- _Activity_
Please retype, word for word, the line containing "Locate an element" and every line after it through the end of the records, leaving out all pictures.

- _Records drawn from a dataset_
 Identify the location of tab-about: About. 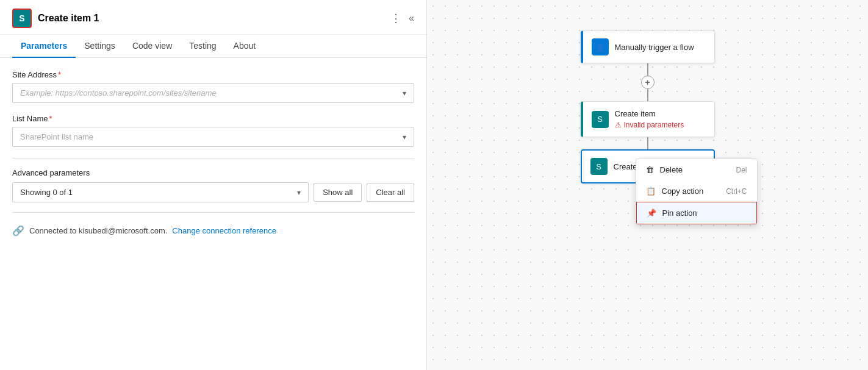
(245, 46).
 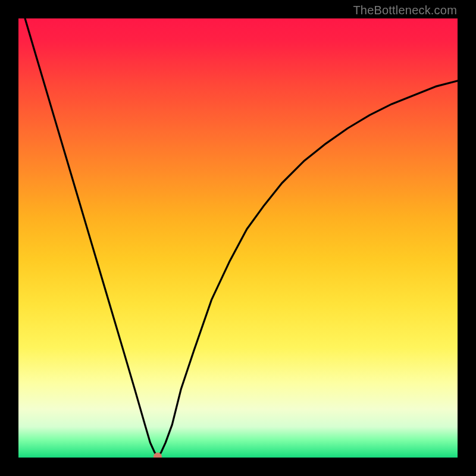 I want to click on attribution-text: TheBottleneck.com, so click(x=405, y=11).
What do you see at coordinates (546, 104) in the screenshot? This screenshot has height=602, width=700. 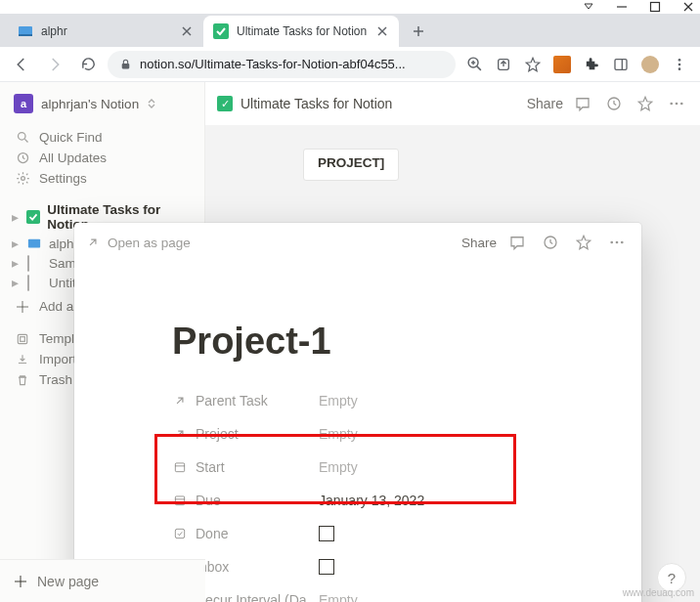 I see `share-button: Share` at bounding box center [546, 104].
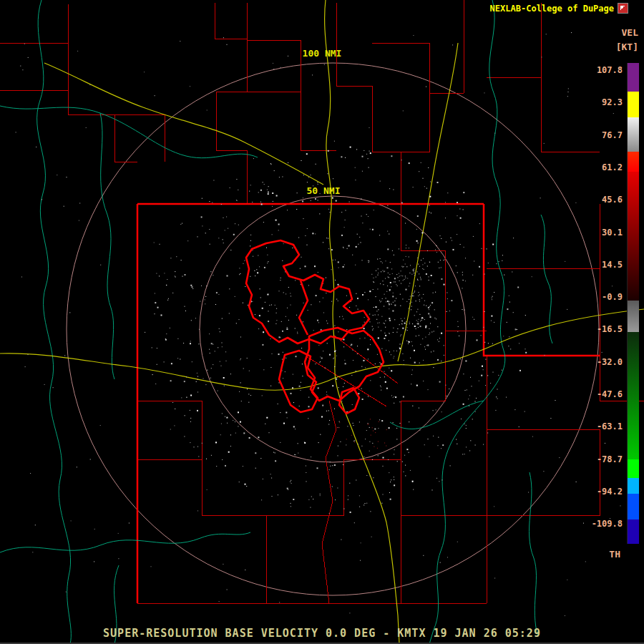  Describe the element at coordinates (615, 554) in the screenshot. I see `colorbar-th-label: TH` at that location.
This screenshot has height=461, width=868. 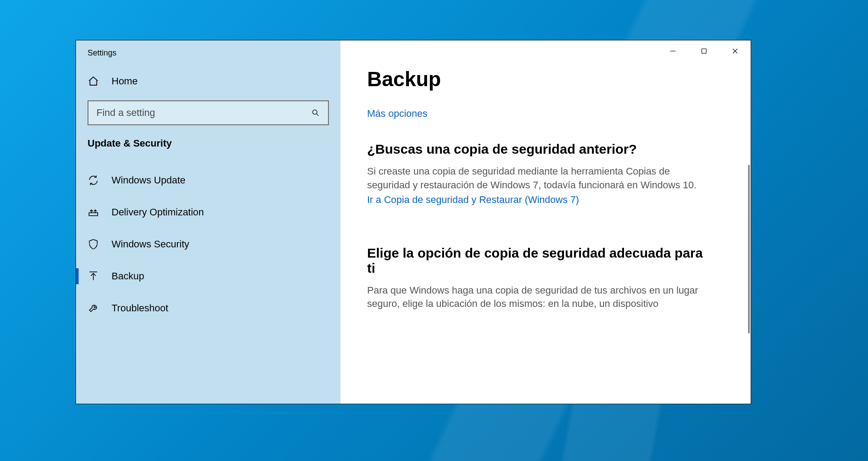 I want to click on backup-restore-win7-link: Ir a Copia de seguridad y Restaurar (Win…, so click(x=473, y=200).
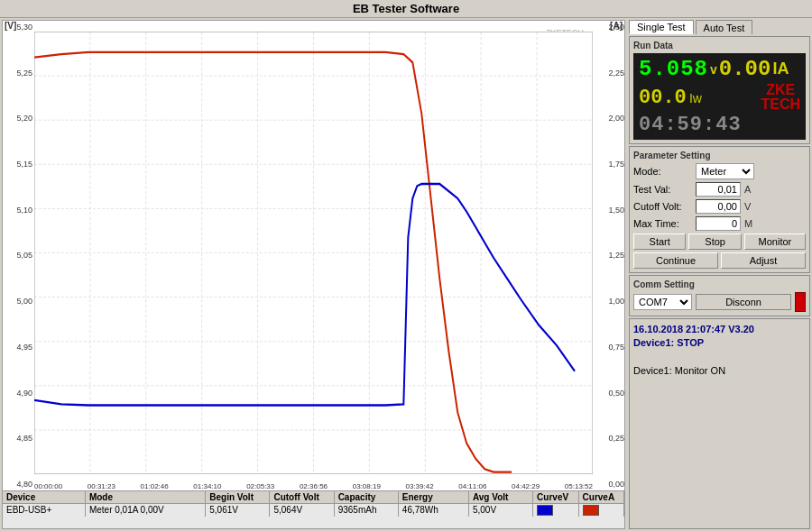 The height and width of the screenshot is (531, 812). I want to click on testval-label: Test Val:, so click(662, 189).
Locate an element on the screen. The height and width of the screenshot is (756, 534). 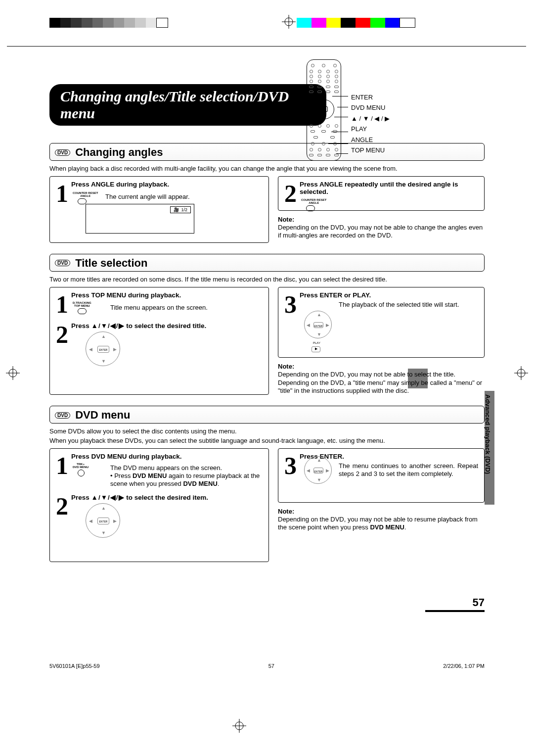
step-box: 2 Press ANGLE repeatedly until the desir… is located at coordinates (381, 193).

- _Answer to this problem_
Locate an element on the screen. The height and width of the screenshot is (756, 534). 
step-box: 2 Press ANGLE repeatedly until the desir… is located at coordinates (381, 193).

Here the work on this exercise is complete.